For in all the puzzling thoughts of reality and appearance, one fact stands out inescapably: in the physical world we have appearance (the outward form); chemical structure (inward form); physical structure (electrons and protons).

Appearances have a million outward forms; mountains and ships, people and insects, clouds and rivers, trees and volcanoes; they are all different, each from the other.

But all of them are made up of one or more of some ninety primary elements, which, chemically, cannot be resolved into something else. Put a tree in a retort and heat it and many gasses of many kinds result. But you cannot heat gold or iron or copper and from their vapors produce maple syrup or turpentine or water.

The ninety-some substances are all composed of electrons and protons in different combinations. But the electron which whirls about a proton in an atom of hydrogen is just like the electron in an atom of iron.

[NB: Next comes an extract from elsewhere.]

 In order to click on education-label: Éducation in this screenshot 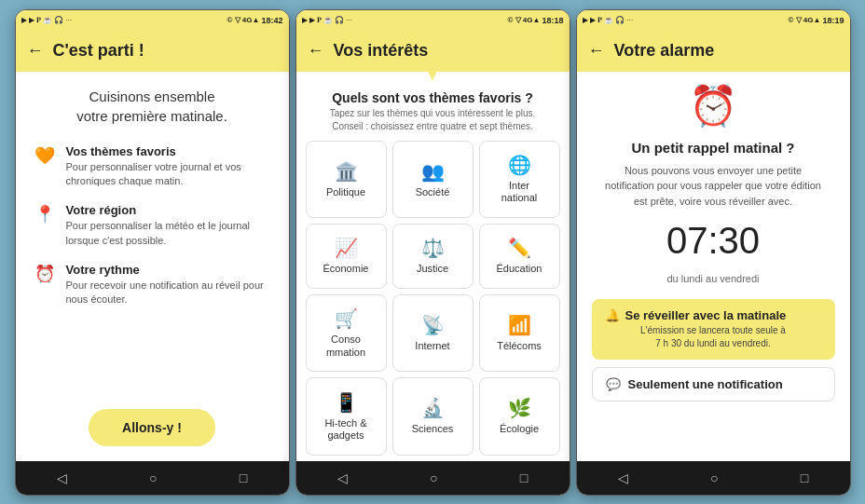, I will do `click(520, 268)`.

While appearance in the world is multiform, reality of everything in it is nothing but electrons and protons.

If our analogy holds, Freemasonry is first an appearance; then the thoughts or things which compose the appearance, finally the fundamental primaries which underlie the component parts.

Freemasonry’s appearance is familiar to all; lodges, meetings, homes, degrees, ceremonies, fellowship, entertainment, dues, charity. What thoughts compose or give a rise to these are the religion and philosophy, the charity and the love which express themselves in the appearances.

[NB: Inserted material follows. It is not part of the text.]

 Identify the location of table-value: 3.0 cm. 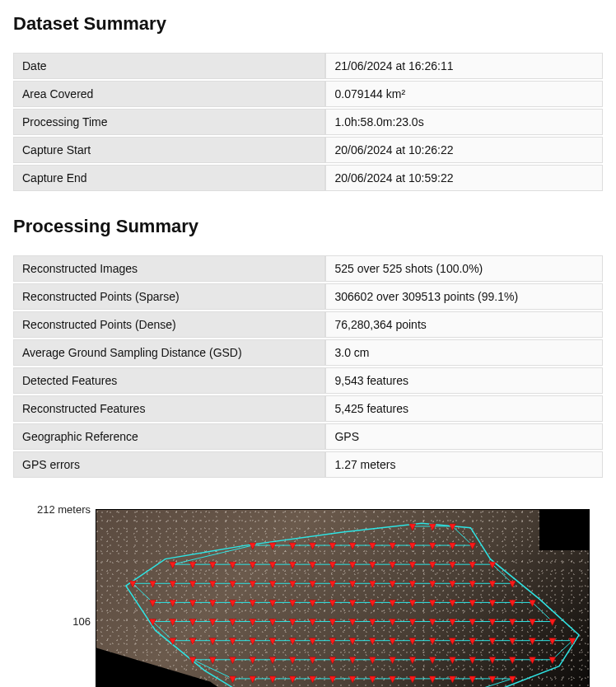
(464, 353).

Love of man for man is a growth and development, aided by necessity, made manifest by religion.

Charity is a manifestation of love in the abstract.

Religion is one of several ways in which men have attempted to account for themselves in the world.

Philosophy is another of those ways.

What is fundamental to them all?

Some inner human need; some necessity which animals do not have, which plants know not, which are not to be found in any other organism, structure or thing upon the earth. The need is common to the atheist and bishop, the criminal and the saint, the woman and the man, the high and low, the rich and poor.

You may express this need as best pleases your sense of logic. Freemasonry cares no whit if you call your conception of Deity Jehovah or God or Great Architect or Buddha or Allah or Great First Cause or Cosmic Urge or Nature. You may name your inherent need of some thing, someone, some power, some entity, some force by any syllables which seem to you fitting. The name does not alter the thing — a rose by any other name will smell as sweet and to call a sunset a bank of clouds does not detract from its glory.

Therefore if that need is here called by one name, and not another, it is only because one pen writes, and not another. Another’s pen and name are as good or better.

Here the inner need is expressed as the necessity to complete a life by acknowledgement that it is not selfcompleted; that life requires something beyond life; that existence can be nothing but an illusory appearance without a conviction of an Unseen Reality.

Your answer will be better than this, because it will the better fit your own habit of mind.

But even as all electrons are like all other electrons and all protons are similar to all other protons, so, though your phrasing of the underlying need may be different, the need itself is the same for all men, in all times, everywhere.

Freemasonry is an appearance; her religion, philosophy, charity, lore are her elements; her electrons and her protons are the same by any name - man’s inescapable necessity for consciousness of, and conviction about, the Lost Word.